About
Image courtesy of Fremantle Art Centre and Rebecca Mansell.
Hayley Millar Baker (b. 1990) is a lens-based artist living and working in Melbourne, Australia. Her work is deeply influenced by her Aboriginality, belonging to the Gunditjmara, Djabwurrung, and Nira-Bulok Taungurung peoples through her maternal lineage, and Anglo-Indian and Luso-Brasileiro ancestry on her paternal side. This union of cultural influences shapes her perspective, grounding her practice in the exploration of Indigenous resilience and the empowerment of ancestral connection.
Drawing on ancestral knowledge, mythology, and philosophies of existence, Hayley explores the tangible and the spectral. Through photography, collage, film, and video, she constructs evocative visual narratives that engage viewers in the emotional and psychological landscapes of Indigenous womxn, framed through an Indigenous female lens. Hayley’s moving image practice is defined by two distinct approaches: her film works move through narrative, embodying immersive cinema, while her video works hold space, emphasising presence, duration, and performance. The depth, strength, and agency of the figures within her works are central to Hayley’s work, emphasising their vital role in sustaining ecological, spiritual, and cultural balance. Rooted in a cyclical understanding of life and death, shaped by ritual and transformation, the conceptual framework behind her practice inspires an exploration of Indigenous existence and the ongoing political forces that impact it.
Deliberate obfuscation of the image defines Hayley’s practice—alternately concealing and revealing—challenging perception and inviting deeper contemplation on existence, survival, and spiritual continuity. This approach mirrors the ongoing, unfolding process of existential and metaphysical understanding, encouraging reflection on the complexities of Indigenous life, resistance, and the restoration of matriarchal knowledges and practices. Hayley’s work serves as both a reclamation and a celebration of the power, agency, and deep connection Indigenous womxn have to their ancestral selves and spiritual inheritance within a world marked by colonial violence.
“Millar Baker’s encrypted images purposefully elude easy categorisation. They are cinematic, documentary, archival, and surreal still-lifes that resist a narrow view of what it means to live as an Aboriginal person in Australia.”
– Hetti Perkins, curator, cultural adviser, writer, and activist.
Hayley’s work has been prominently featured in many major group and solo exhibitions, both locally and globally. These include esteemed institutions such as the National Gallery of Australia (Canberra), MCA Australia (Sydney), Australian Centre for Contemporary Art (ACCA), Australian War Memorial (Canberra), Nasher Museum of Art Duke University (North Carolina, USA), Art Gallery of South Australia (Adelaide), Melbourne Museum (Melbourne), Fremantle Arts Centre (Fremantle), Heide Museum of Modern Art (Melbourne), Chau Chak Wing Museum (Sydney), Al Hamriyah Studios (Sharjah, UAE), Artspace Sydney (Sydney), UQ Art Museum (Brisbane), Gertrude Contemporary (Melbourne), SAMSTAG Museum (Adelaide), MUMA (Melbourne), Salamanca Arts Centre (Hobart), Broken Hill Regional Art Gallery (Broken Hill), Flinders Street Ballroom (Melbourne), Shepparton Art Museum (Shepparton), Ballarat Art Gallery (Ballarat), FUMA Gallery (Adelaide), ACE Open (Adelaide), The Substation (Melbourne), MAMA (Albury), and UNSW Gallery (Sydney). Hayley has also received significant commissions from prestigious institutions such as the National Gallery of Australia, Rising Festival, the Australian Centre for Contemporary Art (ACCA), PHOTO2021: International Festival of Photography, the Museum of Contemporary Art Australia (MCA Australia), and the International Ballarat Foto Biennale.
Hayley has received numerous respected awards and accolades, including the National Photography Prize’s John and Margaret Baker Memorial Fellowship, the Darebin Art Prize, and the Churchie National Emerging Art Prize’s Special Commendation. She was shortlisted for the Australian Pavilion at the 2026 Venice Biennale with curator Erin Vink and has been a finalist in prestigious national awards such as the Art Gallery of South Australia’s Ramsay Art Prize, UNSW’s John Fries Award, the Bowness Photography Prize, and the Josephine Ulrick and Win Schubert Photography Award. Internationally, she has been a finalist in Venice’s Arte Laguna Prize, the Sovereign Asian Art Prize in Hong Kong, and the Vantage Point Sharjah in the UAE. Her notable residencies include the DESA Artist-in-Residence, Ubud, Bali; the Gertrude Contemporary studio residency; artist-in-residence, Monash University in Prato, Italy; Photography Fellowship at the State Library of Victoria; and artist-in-residence at The Substation.
Hayley Millar Baker is represented by Vivien Anderson Gallery in Melbourne, Australia.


**TASK DIRECTIONS**
Exactly transcribe the span of lines from the one containing "What do you see at coordinates (629, 235)" through the final line of the entries, inclusive, and nothing outside it. Exclude the pictures.
───── DATA TO USE ─────
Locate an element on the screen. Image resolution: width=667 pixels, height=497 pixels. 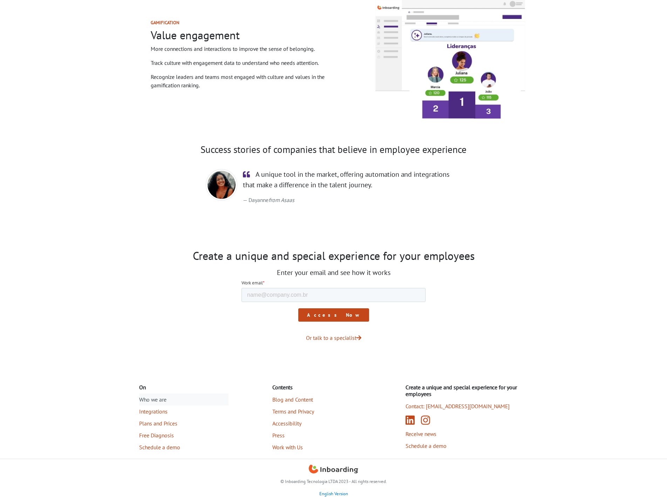
a: Inboarding Home Page is located at coordinates (333, 470).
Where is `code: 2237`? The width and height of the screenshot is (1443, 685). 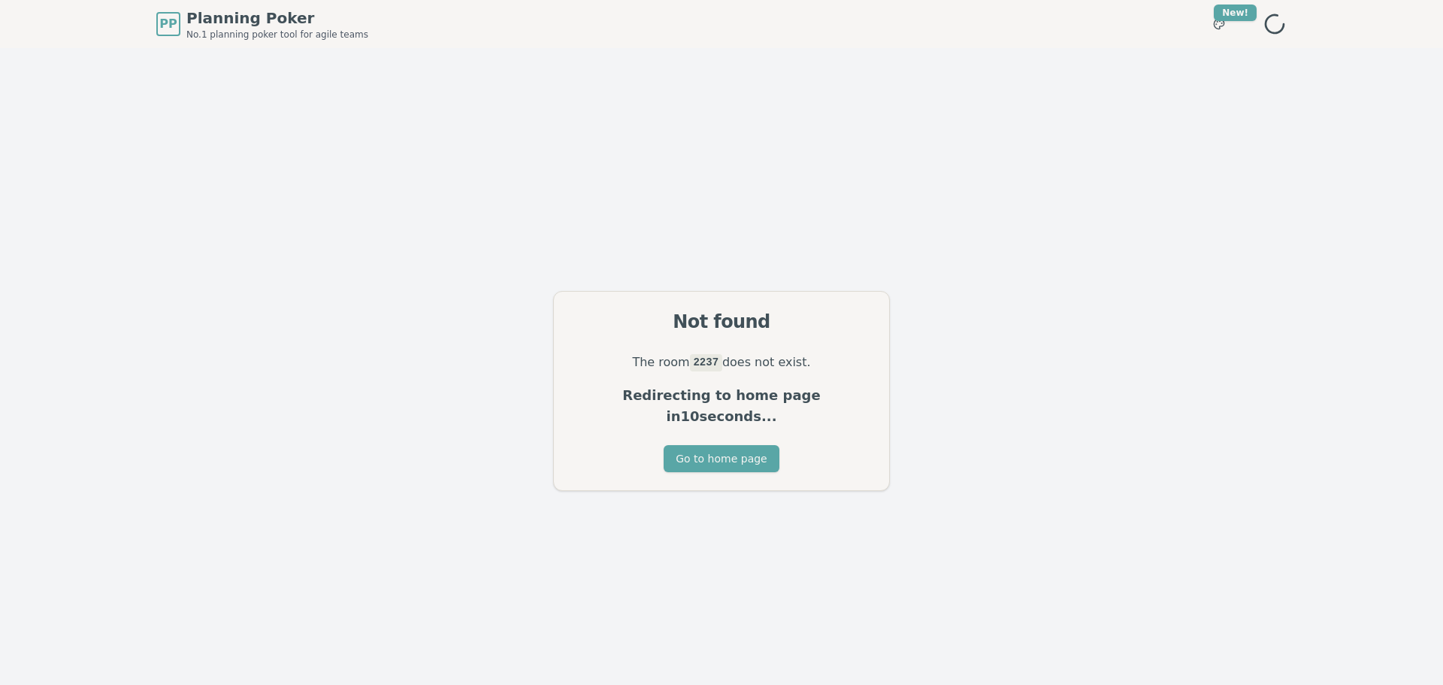 code: 2237 is located at coordinates (706, 362).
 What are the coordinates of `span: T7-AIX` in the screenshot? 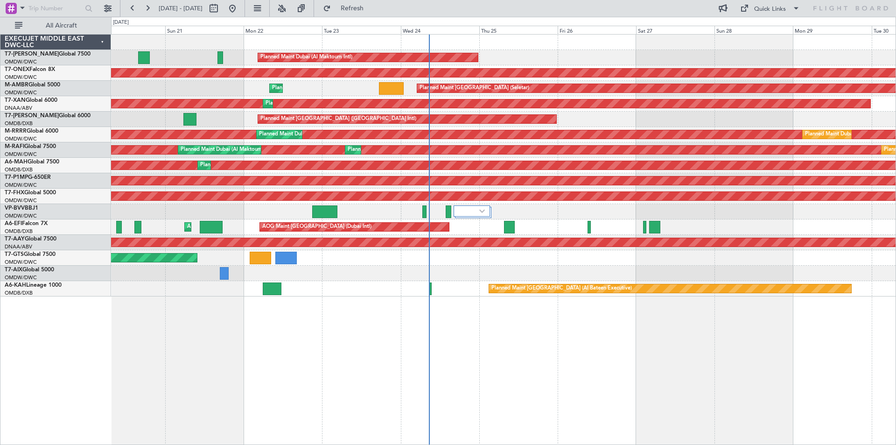 It's located at (14, 270).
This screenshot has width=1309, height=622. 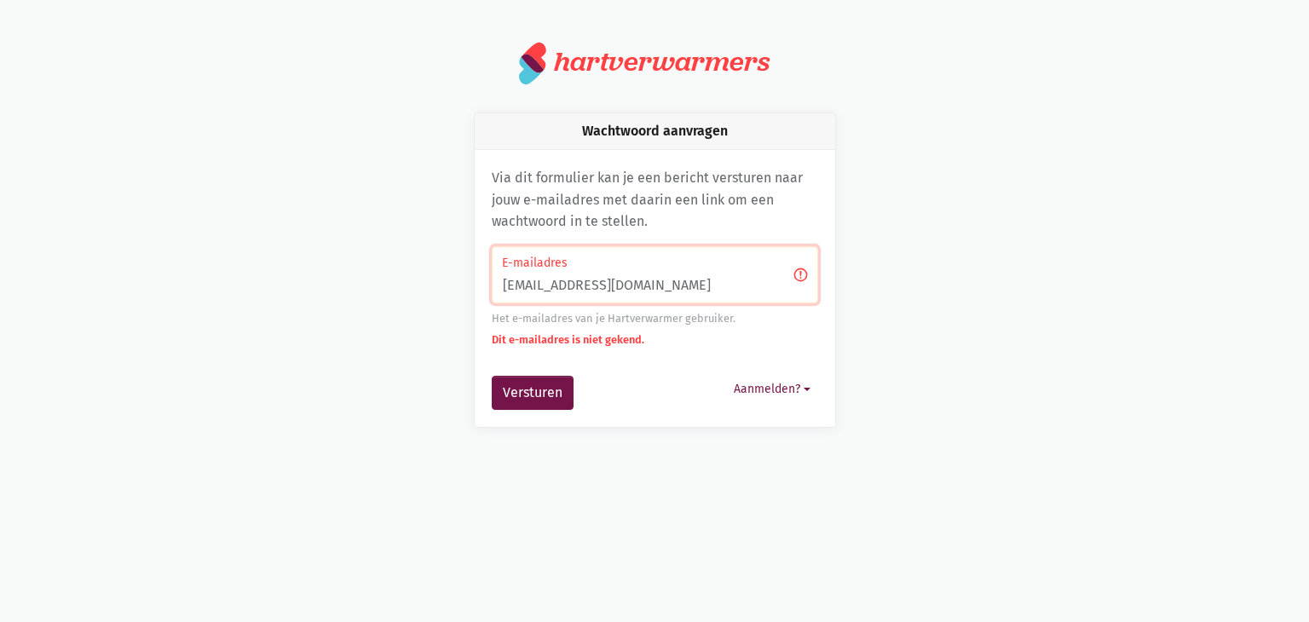 I want to click on form: Wachtwoord aanvragen, so click(x=655, y=328).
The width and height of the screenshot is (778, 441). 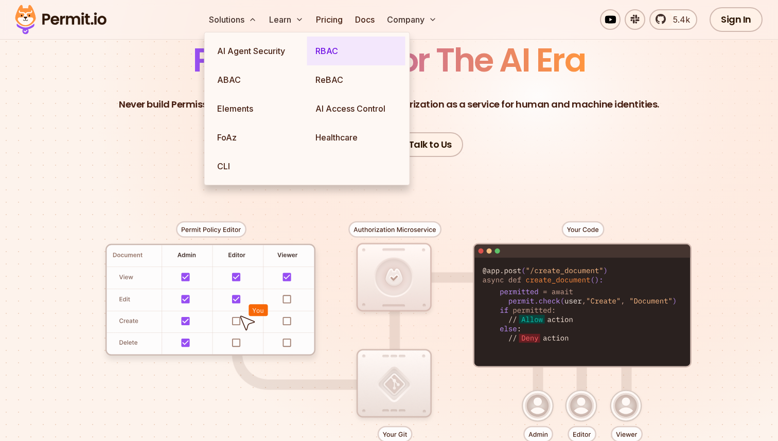 What do you see at coordinates (329, 20) in the screenshot?
I see `a: Pricing` at bounding box center [329, 20].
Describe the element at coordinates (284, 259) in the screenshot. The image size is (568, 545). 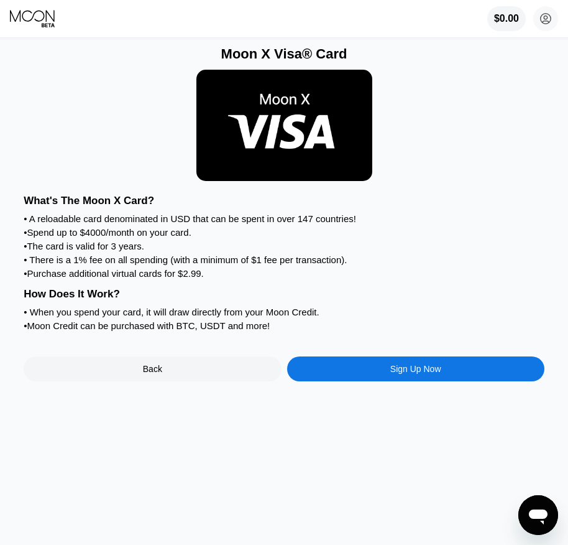
I see `div: • There is a 1% fee on all spending (with a minimum of $1 fee per transaction).` at that location.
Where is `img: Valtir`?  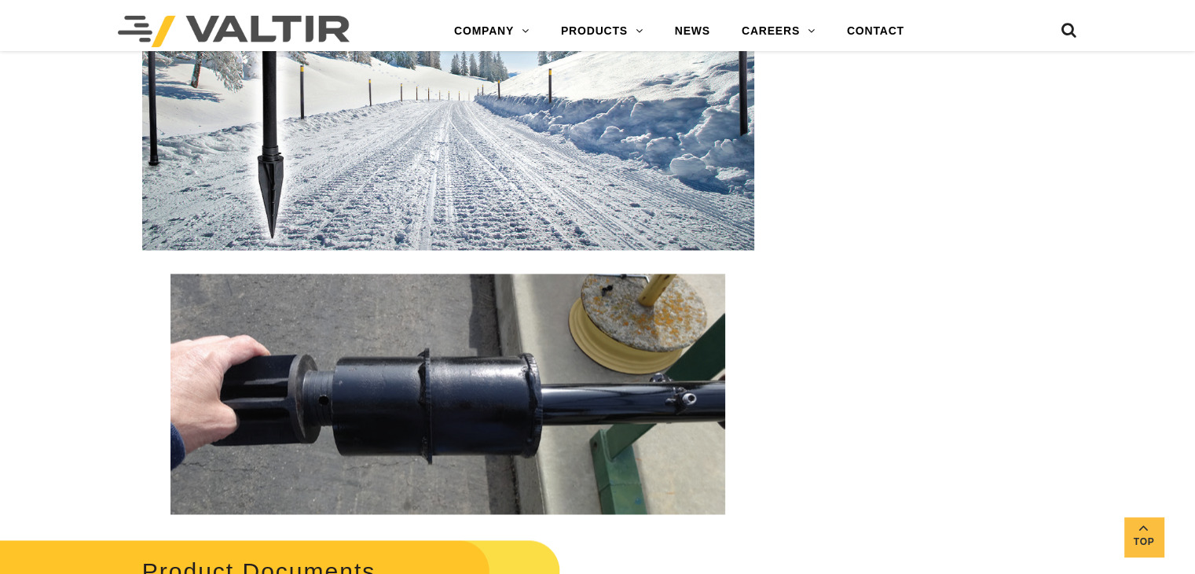
img: Valtir is located at coordinates (233, 31).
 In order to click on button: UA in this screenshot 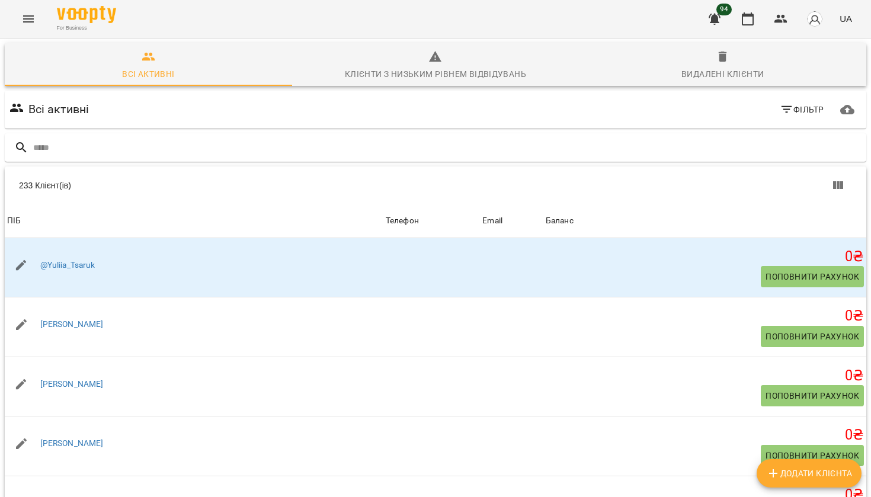, I will do `click(846, 18)`.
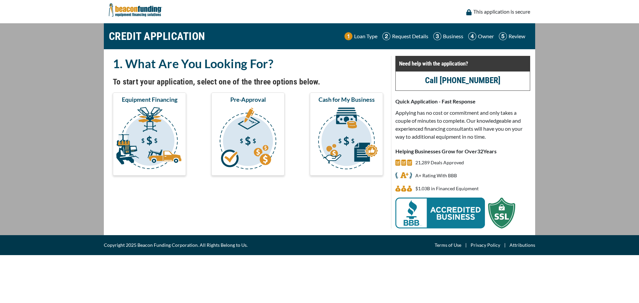 This screenshot has height=303, width=639. Describe the element at coordinates (149, 134) in the screenshot. I see `button: Equipment Financing` at that location.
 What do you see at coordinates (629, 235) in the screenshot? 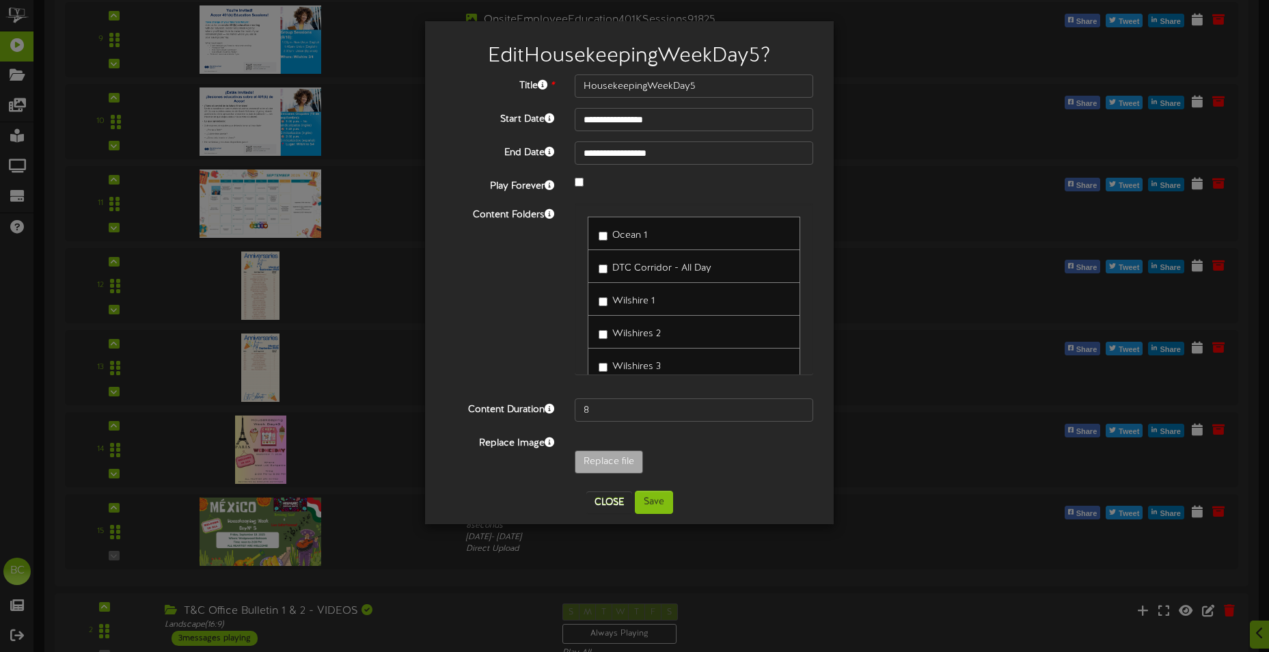
I see `span: Ocean 1` at bounding box center [629, 235].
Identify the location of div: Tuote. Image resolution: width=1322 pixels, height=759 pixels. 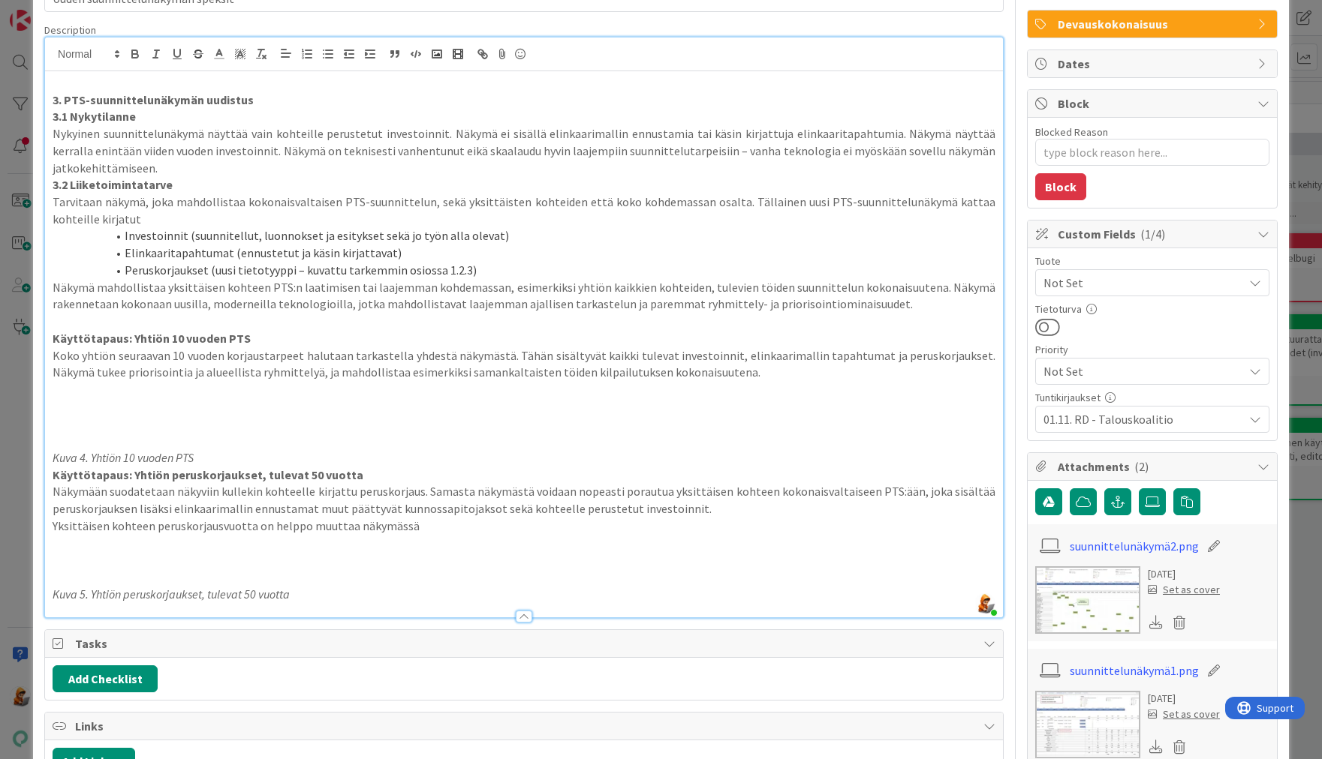
(1152, 261).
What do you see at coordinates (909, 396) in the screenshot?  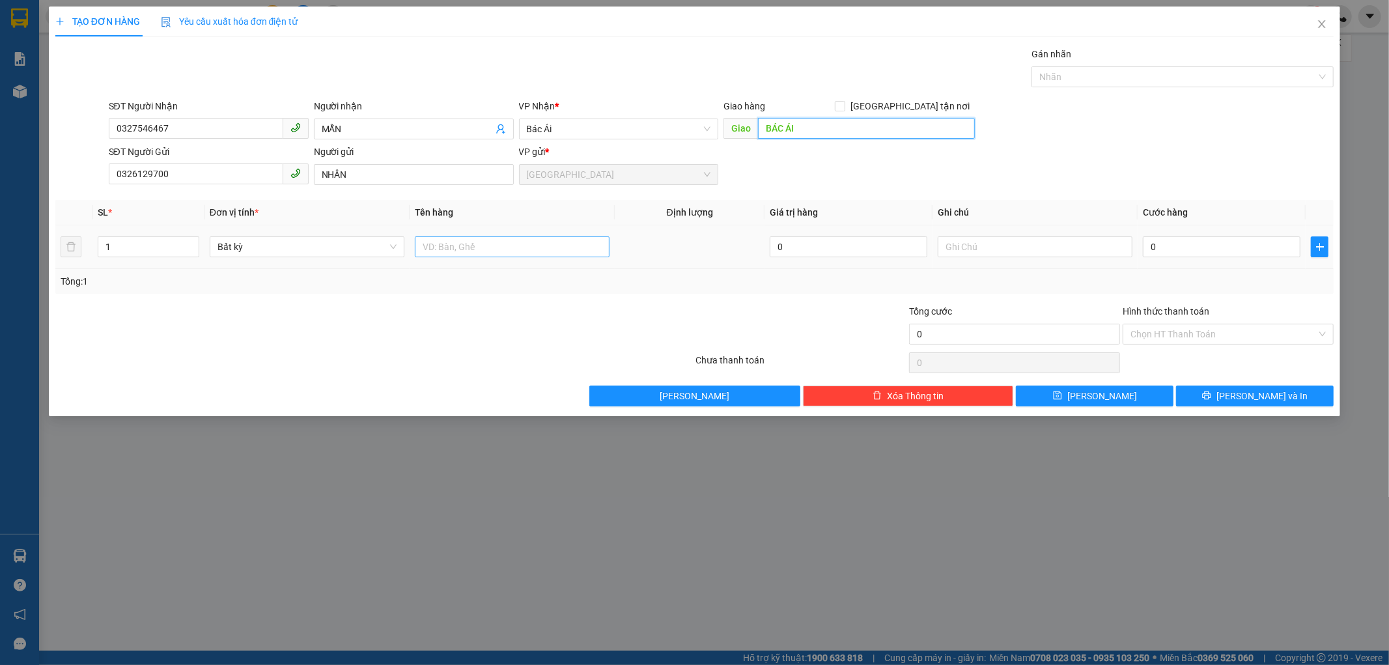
─────
**SOLUTION**
 What do you see at coordinates (629, 235) in the screenshot? 
I see `span: Ocean 1` at bounding box center [629, 235].
Identify the location of div: Tuote. Image resolution: width=1322 pixels, height=759 pixels. 
(1152, 261).
What do you see at coordinates (909, 396) in the screenshot?  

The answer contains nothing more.